Source data section start
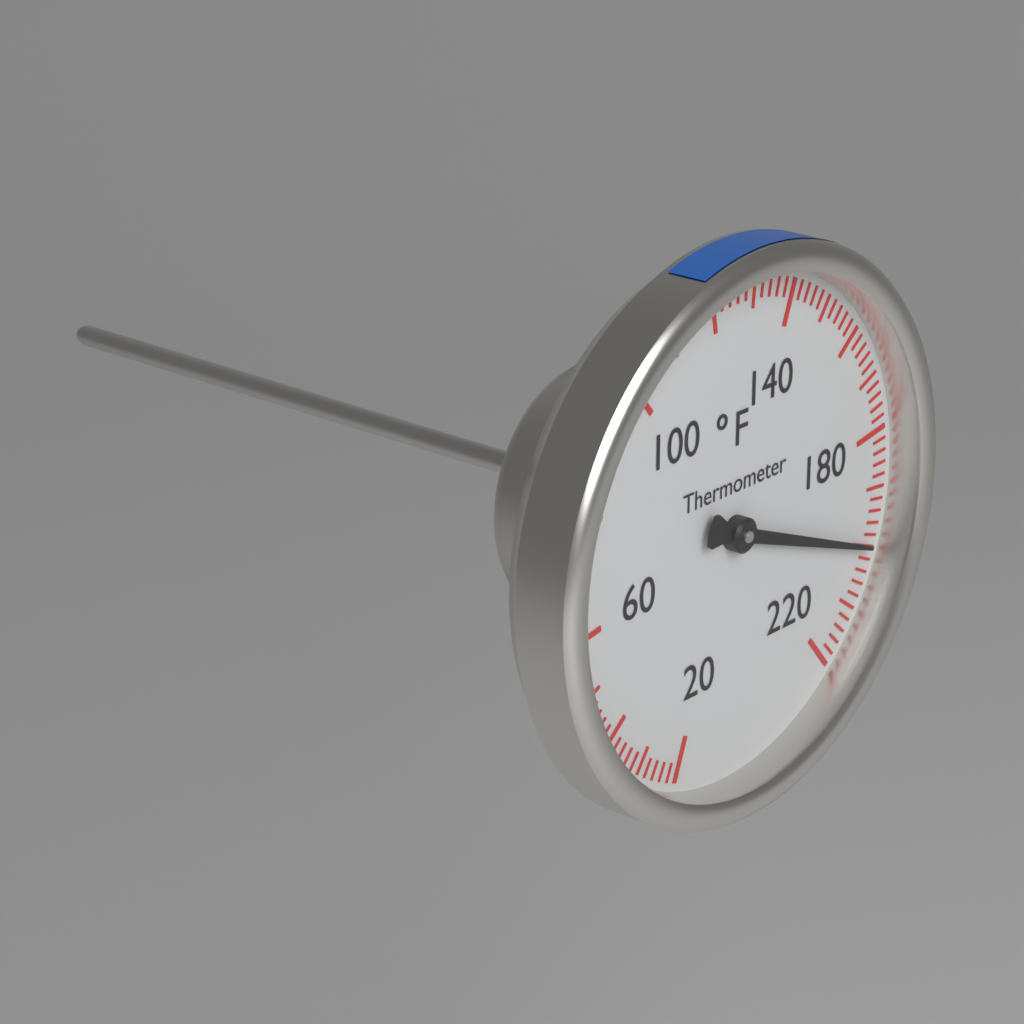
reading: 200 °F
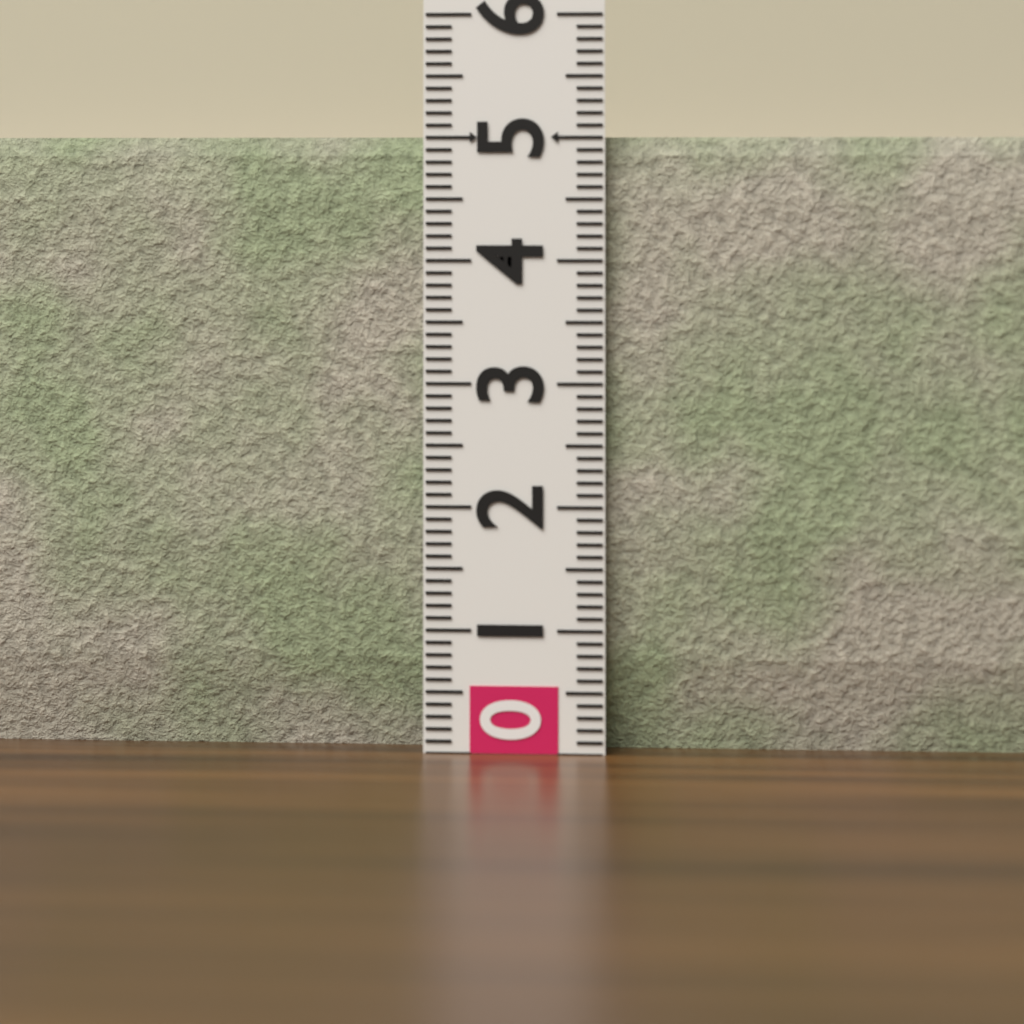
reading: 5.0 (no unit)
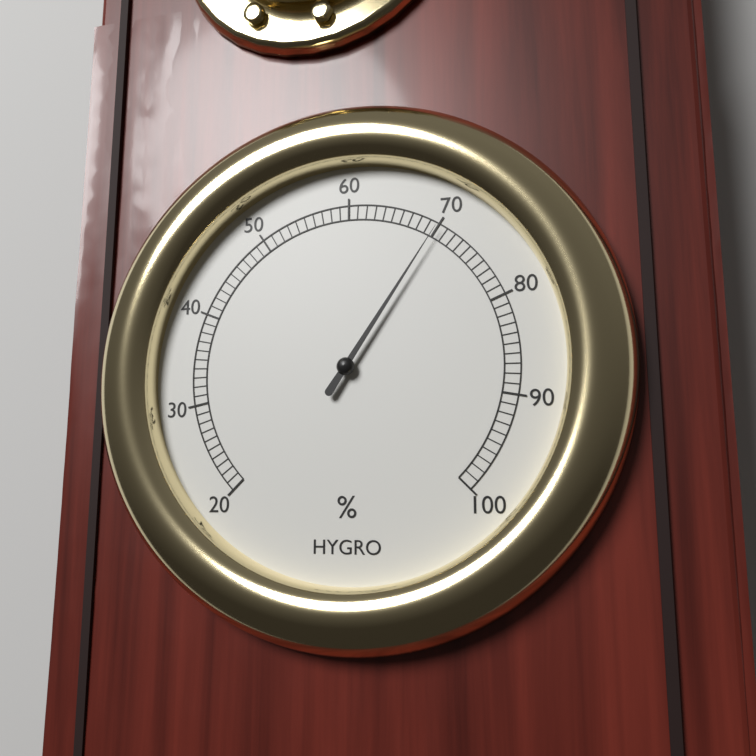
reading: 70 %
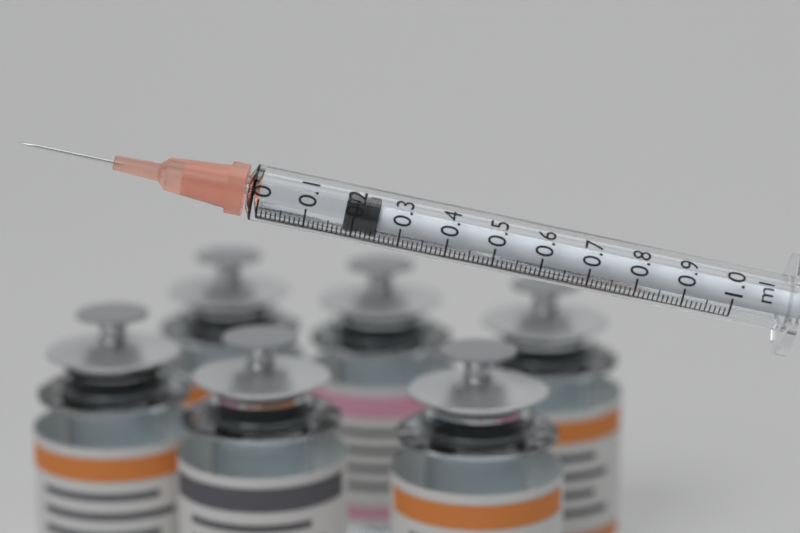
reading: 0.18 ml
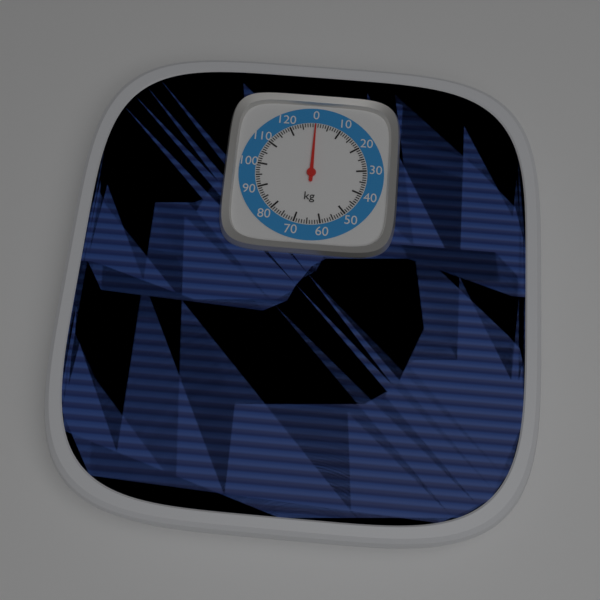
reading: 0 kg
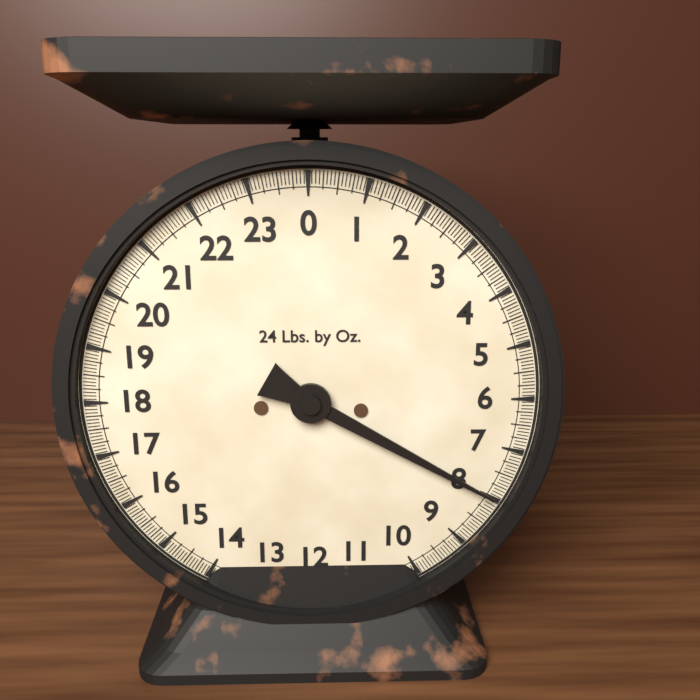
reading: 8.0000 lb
Source data section end
- Task description -
Transcribe the records above exactly, omitting every picture they contain.

- Answer space -
reading: 200 °F
reading: 5.0 (no unit)
reading: 70 %
reading: 0.18 ml
reading: 0 kg
reading: 8.0000 lb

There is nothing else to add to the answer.